As a note: I have started a new import through QS 3.0 a few hours ago - cf. https://www.wikidata.org/wiki/Property_talk:P227#Massive_import_of_data_from_GND_(May_2026) - but since the tool respects maxlag, it should not have a relevant impact.

@Epidosis Hi, what makes you say that QS 3.0 respects maxlag? I checked the source code and see no reference to maxlag.

Maxlag has been abnormally high for the past few days, and has exceeded five minutes at time of writing! Most of my queries are failing, important bots aren't working…

...tools not respecting maxlag should be directed at @Arcstur in the former case...

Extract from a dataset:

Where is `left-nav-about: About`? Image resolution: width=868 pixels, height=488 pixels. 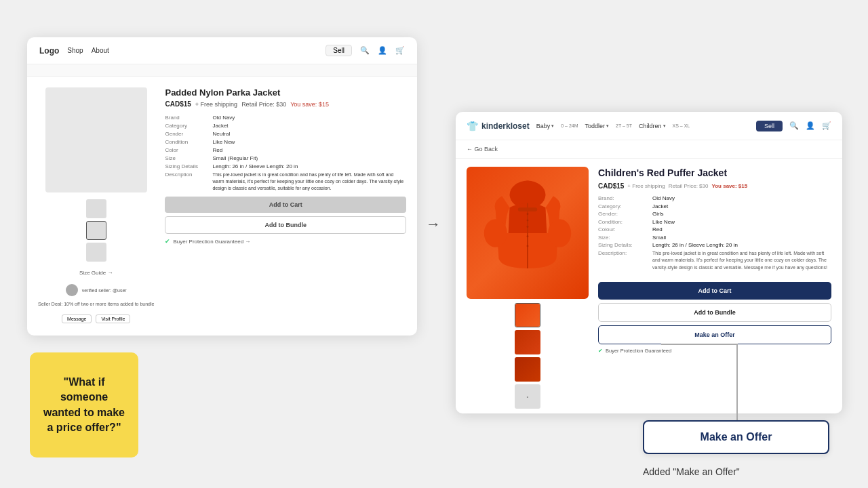 left-nav-about: About is located at coordinates (100, 50).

Pinging @ACorrea-WMB just in case you no longer check your personal Phabricator account.

The issue has got progressively worse over the past several hours, and max lag is now at around 40 minutes:

Max Lag.png (500×1 px, 28 KB)

I can't say with certainty that this is due to QS 3.0, though I do note that the majority of edits happening right now are through QS 3.0.

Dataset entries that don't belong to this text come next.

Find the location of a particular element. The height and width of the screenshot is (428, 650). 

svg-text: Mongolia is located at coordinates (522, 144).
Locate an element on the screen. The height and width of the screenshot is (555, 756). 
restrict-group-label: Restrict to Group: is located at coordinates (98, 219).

I wonder if someone did something; max lag seems to have returned to normal levels since around 10:00 UTC.

I wonder if someone did something; max lag seems to have returned to normal levels since around 10:00 UTC.

I fear it's increasing again.

Hello, everyone, I'll share here some info regarding QS3 so you can help me understand if we are or not respecting it... I'll split it into parts.

  1. QS3 does not deal with maxlag directly because it does not use the Action API, only the Wikibase REST API.
  1. QS3 will sometimes hit 429 in the REST API, when that happens, it starts an exponential backoff wait using the python urllib library. We are frequently hitting 90 edits per minute, which is the maximum allowed for the users. We are not editing more than that because that is not possible. The edits per minute can be checked in EditGroups for some batches.
  1. In January a lot of users came to me warning that batches were stalling for hours. They were regularly being stalled for 1h+. After debugging I saw that the "Retry-After" header sent with the 429 had enormous delay times, up to 6 hours. So I modified QS3 to start ignoring that and use just the timeout with exponential backoff: https://github.com/wikimediabrasil/quickstatements3/issues/409

Without a good way to measure if maxlag is being respected or not is hard to tell. Maxlag is still a rather confusing term for me, since I'm most used to dealing with bare HTTP requests.

About (3), I can switch back for QS3 to use the Retry-After header received with 429's, but if that makes batches stall for 1h+, which is unreasonble since every user has 90 edits per minute per default.

I updated what I described above on Jan 24, seeing as the graph here shows the increase after 2026-03-25 15:00 UTC I wonder if they are really connected.

Maxlag dropped from 51 minutes (!) to a normal ca. 5 seconds at 10 UTC today, but already shortly after 11 UTC it restarted a significant growth and is now (17:30 UTC) slightly above 8 minutes. Considering the light editing today on QS 3.0, I guess we can say QS 3.0 is probably unrelated with the issue we are having.